Inducted into the Trainer’s Wing of the NHL Hall of Fame in 2003
Inducted into the Professional Hockey Trainers Association Hall of Fame in 2003

Tom Woodcock, born and raised in Providence, was inducted into the Trainers Wing of the NHL Hall of Fame in 2003. Like Pete Demers, who was enshrined there four years later, he, too, was a talented disciple of Reds Hall of Fame trainer George Army.

Tom’s journey to the Hall was more circuitous than Pete’s. He was a self-described ”rink rat” at the old RI Auditorium, which was then the center of the hockey universe in southeastern New England. He dreamed of being a player.

He cleaned the Arena ice between periods for the reward of “ice time” and he became a great skater, good enough to be a three-time All-State selection out of Hope High School, and good enough to be signed by the very team he admired.

The Reds farmed Tom to the Eastern Hockey League, where he skated for several teams over several years. Eventually, he concluded that an NHL career was not in the cards.

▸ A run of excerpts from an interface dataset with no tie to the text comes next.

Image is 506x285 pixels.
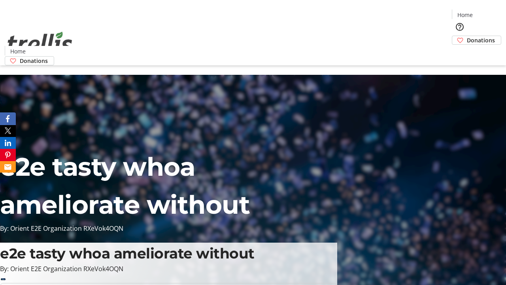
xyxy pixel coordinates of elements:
[5,23,75,62] img: Orient E2E Organization RXeVok4OQN's Logo
[20,57,48,65] span: Donations
[457,11,473,19] span: Home
[452,11,477,19] a: Home
[452,36,501,45] a: Donations
[452,19,467,35] button: Help
[10,47,26,55] span: Home
[452,45,467,60] button: Cart
[5,47,30,55] a: Home
[467,36,495,44] span: Donations
[5,56,54,65] a: Donations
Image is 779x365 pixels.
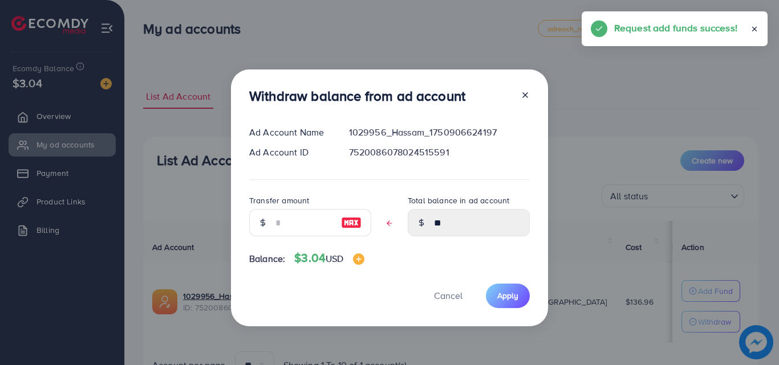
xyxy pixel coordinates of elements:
[249,252,285,266] span: Balance:
[614,21,737,35] h5: Request add funds success!
[249,195,309,206] label: Transfer amount
[340,146,539,159] div: 7520086078024515591
[340,126,539,139] div: 1029956_Hassam_1750906624197
[240,146,340,159] div: Ad Account ID
[434,290,462,302] span: Cancel
[419,284,476,308] button: Cancel
[249,88,465,104] h3: Withdraw balance from ad account
[294,251,364,266] h4: $3.04
[497,290,518,302] span: Apply
[408,195,509,206] label: Total balance in ad account
[353,254,364,265] img: image
[240,126,340,139] div: Ad Account Name
[486,284,530,308] button: Apply
[325,252,343,265] span: USD
[341,216,361,230] img: image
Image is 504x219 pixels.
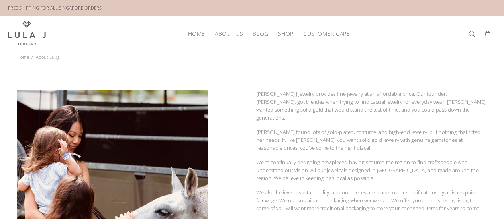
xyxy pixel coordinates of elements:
[273,27,298,40] a: Shop
[256,189,487,213] p: We also believe in sustainability, and our pieces are made to our specifications by artisans paid...
[256,158,487,182] p: We’re continually designing new pieces, having scoured the region to find craftspeople who unders...
[215,31,243,37] span: About Us
[8,4,102,12] div: FREE SHIPPING FOR ALL SINGAPORE ORDERS
[188,31,205,37] span: HOME
[17,54,29,60] a: Home
[248,27,273,40] a: Blog
[298,27,350,40] a: Customer Care
[210,27,248,40] a: About Us
[183,27,210,40] a: HOME
[278,31,294,37] span: Shop
[31,52,61,63] li: About LulaJ
[256,128,487,152] p: [PERSON_NAME] found lots of gold-plated, costume, and high-end jewelry, but nothing that fitted h...
[303,31,350,37] span: Customer Care
[256,90,487,122] p: [PERSON_NAME] J Jewelry provides fine jewelry at an affordable price. Our founder, [PERSON_NAME],...
[252,31,268,37] span: Blog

At the suggestion of Brown hockey coach, Jim Fullerton, Tom took classes at the University, which led to a position as assistant trainer for the Reds and then as trainer for Fullerton’s own Bears hockey team.

When NHL expansion came in 1967, Bruins GM, Lynn Patrick, came calling to hire him as head trainer for the St. Louis Blues. He was 34 at the time and he held the position for 16 years, including three trips to the Stanley Cup finals. In 1983, when the WHA’s Hartford franchise moved to the NHL, Emile Francis lured Tom back to New England where he spent seven years.

Tom worked closely with the U.S. National Hockey Team throughout his career. In 1985. he served as the Head Trainer for the U.S. National Team at the IIHF World Hockey Championships in Prague. He returned to that position for the U.S. National Team at the World Championships in Stockholm, Sweden in 1989.

In 1973, Woodcock became the first NHL trainer to organize his experience and expertise into a book when he published Hockey From The Ice Up, a helpful how-to aimed at aspiring young players, their parents, and coaches. It counseled on equipment and pregame meals, ran down conditioning best practices, delineated hockey injuries, and identified some key dos and don’ts for those hoping to succeed in hockey.

The final stop in his career took him to San Jose in 1991 when friend and RI’s own Jack Ferreira took over the GM reigns with the expansion Sharks. Tom’s final NHL training camp was his 40th. Over that time, he served in over 3,000 NHL regular season and playoff games.